The new owners of the vocational training body City & Guilds appear to have more than tripled the pay of its top six executives right at the moment the company is cutting £22m of costs and shrinking its UK workforce.
The large increases to salary and bonuses have emerged during a scandal over the sale of the qualification awards business by its former owner, the UK charity City & Guilds London Institute (CGLI), to the international certification company PeopleCert.
Last week, Kirstie Donnelly and Abid Ismail, respectively the chief executive and finance director of City & Guilds (C&G), were put on leave as PeopleCert launched an investigation into how it came to acquire the training and awards business from CGLI.
The sale had already triggered a statutory inquiry by the Charity Commission, after the Guardian revealed that Donnelly and Ismail were handed million-pound bonuses after the privatisation.
The Guardian now understands that, since C&G became a private business, the cumulative pay of the qualification body’s top six executives has risen by about 240% in the current financial year to about £6.2m, up from the £1.8m reported in its latest results to 31 August 2024.
The increase is believed to include one-off bonuses of more than £4m to those six executives – including the £1.7m award for Donnelly and £1.2m for Ismail – as well as a cumulative increase of about 13% on salary and payments from an annual bonus scheme, which now appear to total more than £2m for the group of six.
Overall, the Guardian understands that total one-off bonuses paid to C&G executives at the newly privatised company total about £4.5m.
Asked about the sharp increase in the remuneration bill, a PeopleCert spokeperson said: “The business doesn’t have any further comment at this stage.”
The jump in bosses’ pay has emerged after the Guardian reported that since its sale last October C&G has embarked on a £22m cost-cutting drive and is reducing the size of its UK workforce by hundreds of roles.
In a presentation published by PeopleCert last month, the company said £13m of the savings were “personnel cost synergies” that would largely be achieved by failing to replace staff leaving the institute with UK hires.
The document implied that C&G, which has more than 1,600 staff members and 1,800 “associates” on short-term contracts, has a “churn” rate equivalent to about 300 people leaving a year and outlined how PeopleCert plans to relocate a third of those jobs to Greece “at a cost [of] up to 50% lower”.
The same quantity of roles “are due to not be replaced due to overlapping functions”, the presentation added, while the remainder of leavers will be replaced with hires in the UK.
The presentation appears to have been removed from the PeopleCert website after the Guardian published its report last month.
The pay awards coinciding with an extensive cost-cutting programme has proved an embarrassment to the privatised company and its former charity owner.
C&G has previously said: “Trustees were not involved in any pre- or post-deal conversations regarding remuneration matters for CGL executives that would apply after the sale. This is a matter for the new City & Guilds Ltd owners.”
However, the Guardian understands that discussions were taking place among the charity’s trustees in 2024 and they voted on the bonuses in May 2025, when bonuses of four times salary were considered. While CGLI said that trustees subsequently voted not to pay bonuses relating to the sale, the figures discussed appear similar to those eventually awarded to executives by the private company.
PeopleCert did not explain the apparent coincidence when asked about it by the Guardian.
CGLI said it is cooperating with the Charity Commission inquiry and that it is “confident that all actions taken by the trustees have been proper, transparent, and in line with our charitable purpose”.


## THE PROBLEM
Reproduce exactly, and only, the lines of the material below running from the line bearing "Image dimensions: 1024*768. Find *clothing*." through the line bearing "Could you detect glasses for me?". Leave any pictures out.

START RECORD EXCERPTS

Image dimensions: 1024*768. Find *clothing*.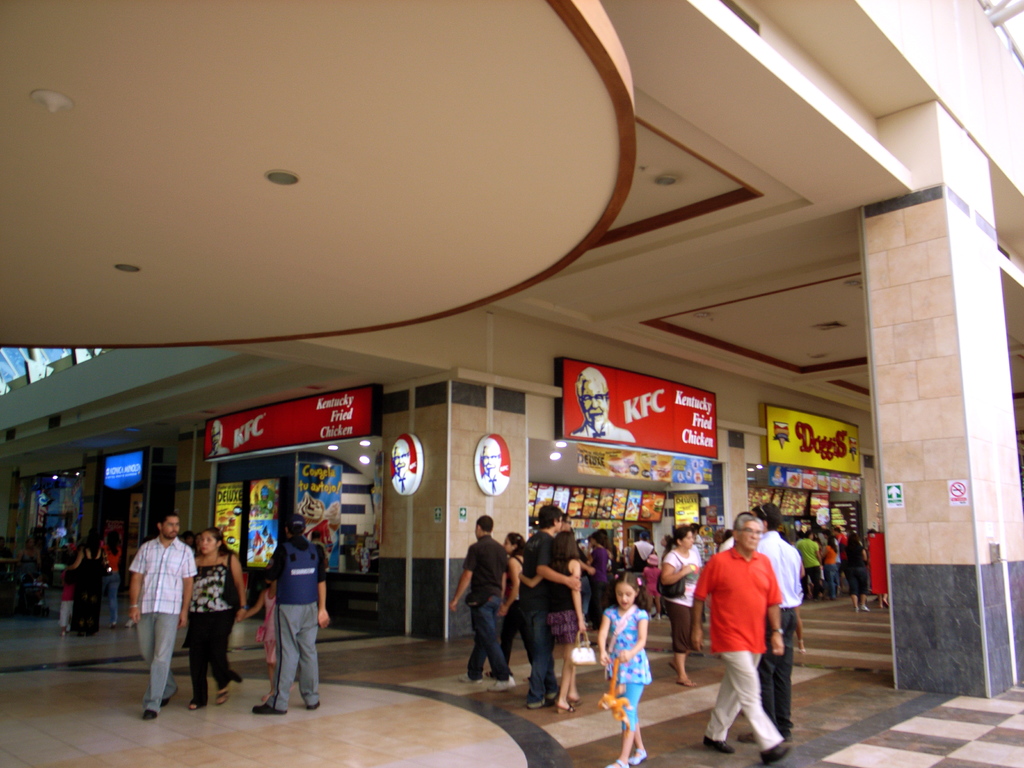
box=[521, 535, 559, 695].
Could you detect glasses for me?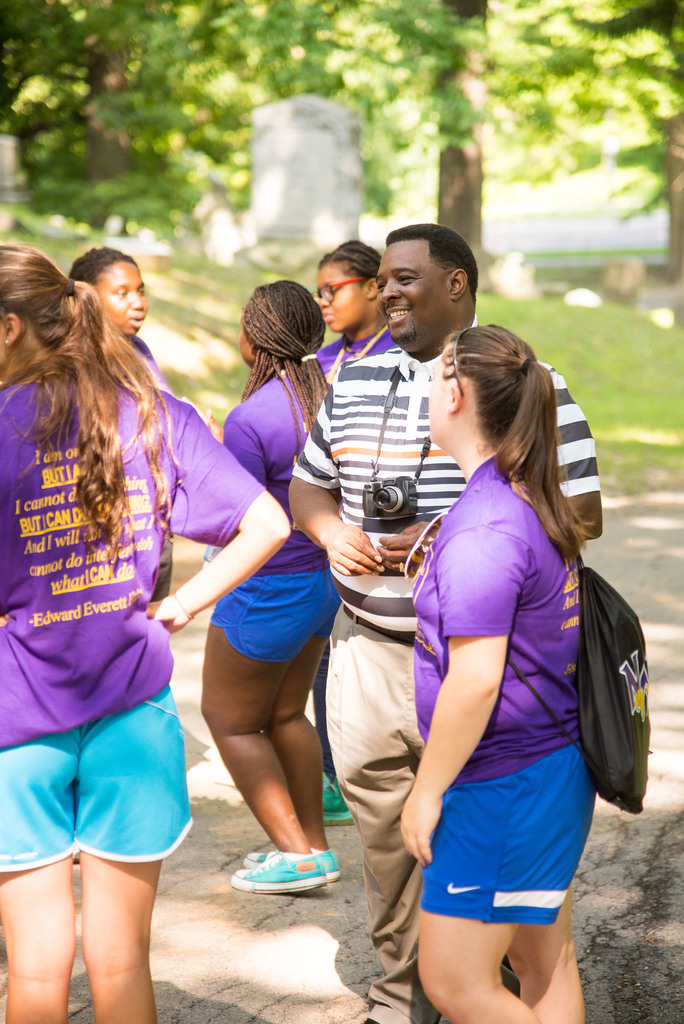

END RECORD EXCERPTS
START RECORD EXCERPTS

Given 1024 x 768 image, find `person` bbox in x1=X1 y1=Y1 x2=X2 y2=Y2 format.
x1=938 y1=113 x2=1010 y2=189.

END RECORD EXCERPTS
START RECORD EXCERPTS

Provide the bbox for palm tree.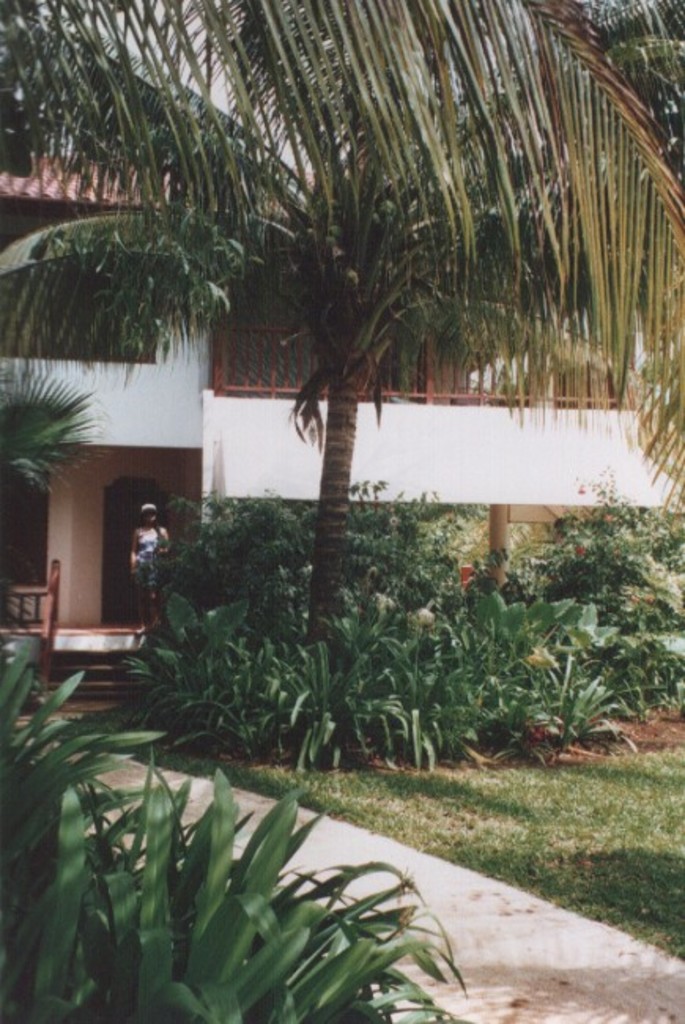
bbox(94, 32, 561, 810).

END RECORD EXCERPTS

## OUTPUT FOR THIS TASK
Image dimensions: 1024*768. Find *clothing*.
box=[521, 535, 559, 695].
Could you detect glasses for me?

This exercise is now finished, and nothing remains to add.